Furthermore, “the more concentrated wealth became, the more limited the discussion became, until, in effect, the word liberty in American English came to mean little more than the privilege of wealthy Americans not to pay taxes, the power of a few oligarchs to shape the discourse and the unequal application of criminal law.”

Truthfulness is neither an archaism nor an eccentricity, but a necessity for life and a source of freedom.

Snyder condemns the populism that Trump proposes and describes it as “sadopopulism.” True populism, he maintains, “offers a certain redistribution, something that the State gives to the people; sadopopulism offers the spectacle that others are more disadvantaged.”

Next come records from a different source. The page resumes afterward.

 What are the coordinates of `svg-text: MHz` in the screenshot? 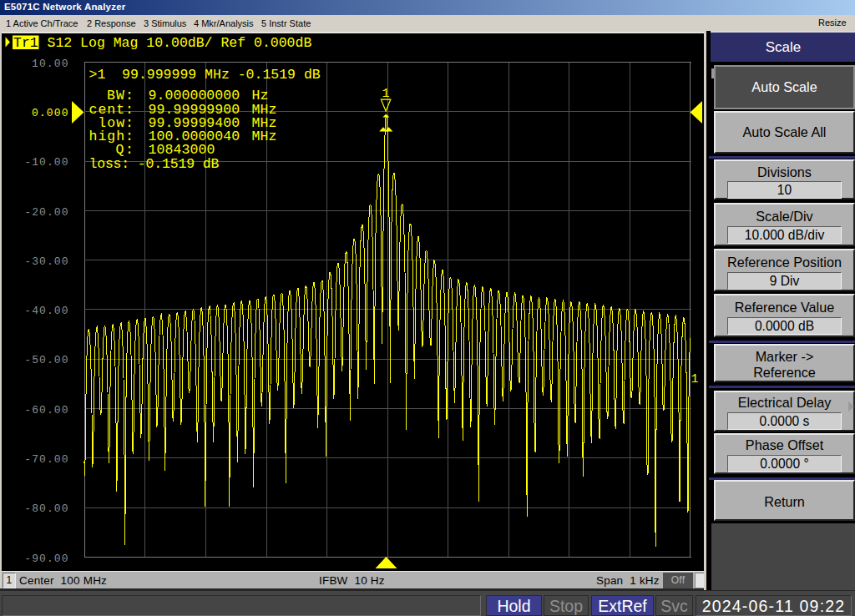 It's located at (265, 137).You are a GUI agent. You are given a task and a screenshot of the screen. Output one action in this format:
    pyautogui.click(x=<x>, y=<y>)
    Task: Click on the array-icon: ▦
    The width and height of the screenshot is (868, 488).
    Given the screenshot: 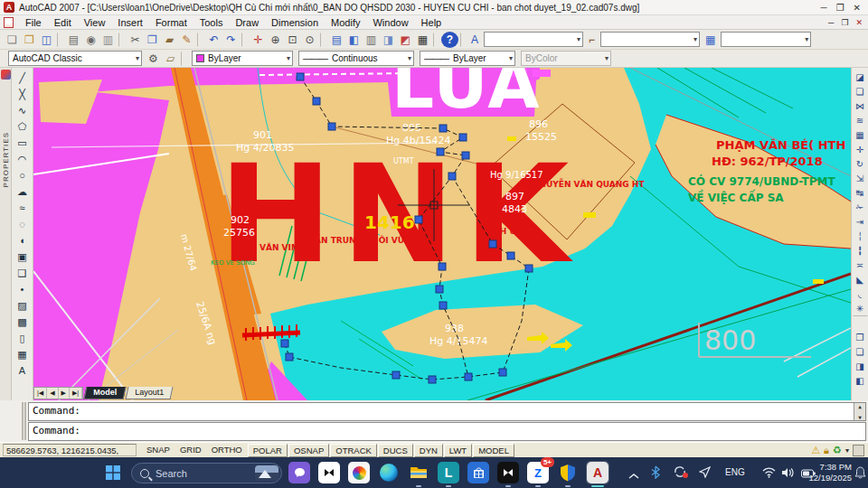 What is the action you would take?
    pyautogui.click(x=861, y=135)
    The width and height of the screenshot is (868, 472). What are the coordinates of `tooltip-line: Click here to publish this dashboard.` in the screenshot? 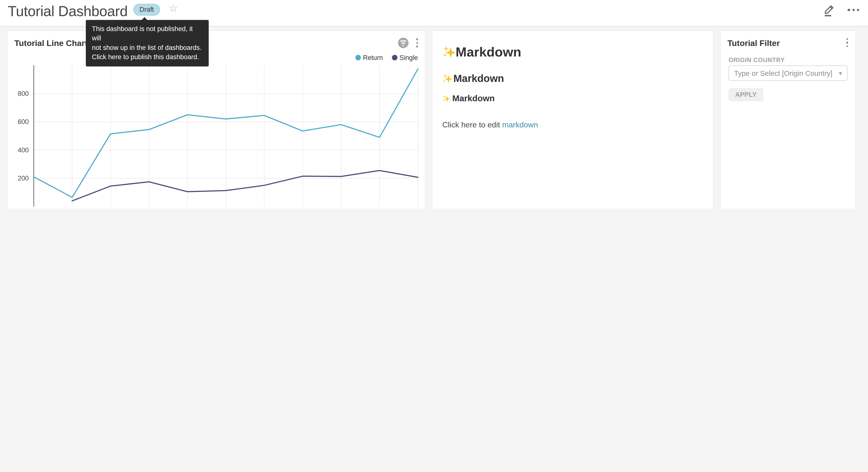 It's located at (148, 57).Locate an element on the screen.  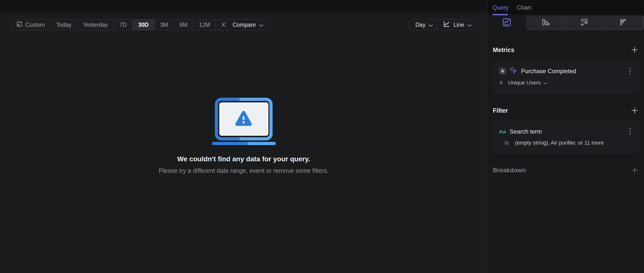
metrics-title: Metrics is located at coordinates (504, 50).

Being based on facts is essential: neither an individual nor a group can make decisions without information. “Truthfulness,” Snyder argues, “is neither an archaism nor an eccentricity, but a necessity for life and a source of freedom.” Deliberate lies, like those Trump and JD Vance have been telling about how Haitian immigrants in Ohio eat pets, are a mockery of democracy and therefore freedom. Vladimir Putin is today the master of these lies.

Values ​​may differ, but for politics to work, there needs to be some agreement on the facts. The difficulty here, Snyder points out, is not only the manipulative politicians, but the digital media. The advertising revenues needed to sustain journalism, especially local journalism, were gobbled up by digital giants. Investigative journalism has largely disappeared, and politics is drowning in a wave of conspiracies and lies.

And, no less important, Snyder argues, there must be solidarity. This follows from his most fundamental proposition that I am free because others are free. This is what makes the bonds of citizenship work, on which freedom depends. If I am better off than others, I have the obligation to pay the taxes on which the freedom of others depends. At the limit, it means fighting in defense of your country’s freedoms, as Ukrainians do. As Snyder insists: “Morally, logically and politically, there is no freedom without solidarity.”

In On Freedom There is no recognition that competitive markets are both a form and a source of freedom. However, Snyder is not hostile to markets. On the contrary, he rightly insists that “they are indispensable and help us do many things well, but it is up to people to decide what those things are and under what parameters markets best serve freedom.”

Snyder is right about what’s most important. Understand that freedom means choosing between competing values ​​and accepting disagreement, while respecting democratic rules on how to manage it, but freedom does not mean giving the rich the right to buy elections or the powerful the right to destroy votes. of people they don’t like. Freedom is a precious gift. We have to defend it.